Okay, I didn't think I hallucinated this, but upon rediscovering it, I can understand why people might think I did....

Fan death is an urban legend that originated in South Korea, but has since spread to other countries in the Far East. The belief is that an electric fan, if left running overnight in a closed room, can result in the death (by suffocation, poisoning, or hypothermia) of those inside. This belief also extends to air conditioners and the fans in cars. When the air conditioner or fan is on in a car, some people are apt to leave their car windows open a crack to avoid "fan death." Fans manufactured and sold in Korea are equipped with a timer switch that turns them off after a set number of minutes, which users are frequently urged to set when going to sleep with a fan on.
It was a case of beauty and the bite when a Mrs. America contestant was bitten by a rattlesnake in Arizona on Sunday.

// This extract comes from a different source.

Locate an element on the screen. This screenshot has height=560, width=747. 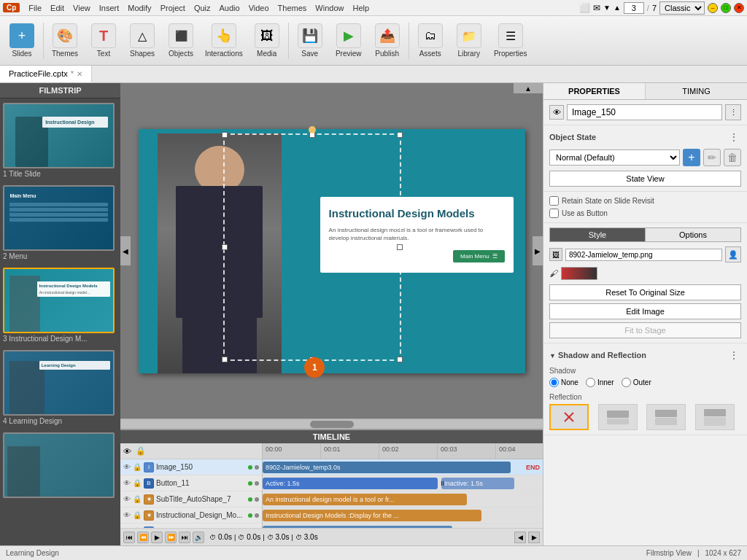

Christina Ryan, who is Mrs. Tennessee, spent hours in the hospital after suffering the bite while on her way to rehearsals for the pageant.

She's now watching the pageant from the sidelines.

Ryan had been coming down some stairs when she saw a brown recluse spider on the ground and backed away from it.

However, she didn't see the rattlesnake that was behind her.

"Suddenly they jumped and they were screaming and we assumed they had encountered some kind of a critter," said Mrs. Iowa, Taryn Schuyler, who is a nurse.


My favorite part is that she eludes the brown recluse but gets chomped by a rattlesnake. They make it sound like Arizona's some kind of haven of catastrophically dangerous fauna. And this should be a metaphor. Some days you're snake food, other days you're spider lunch.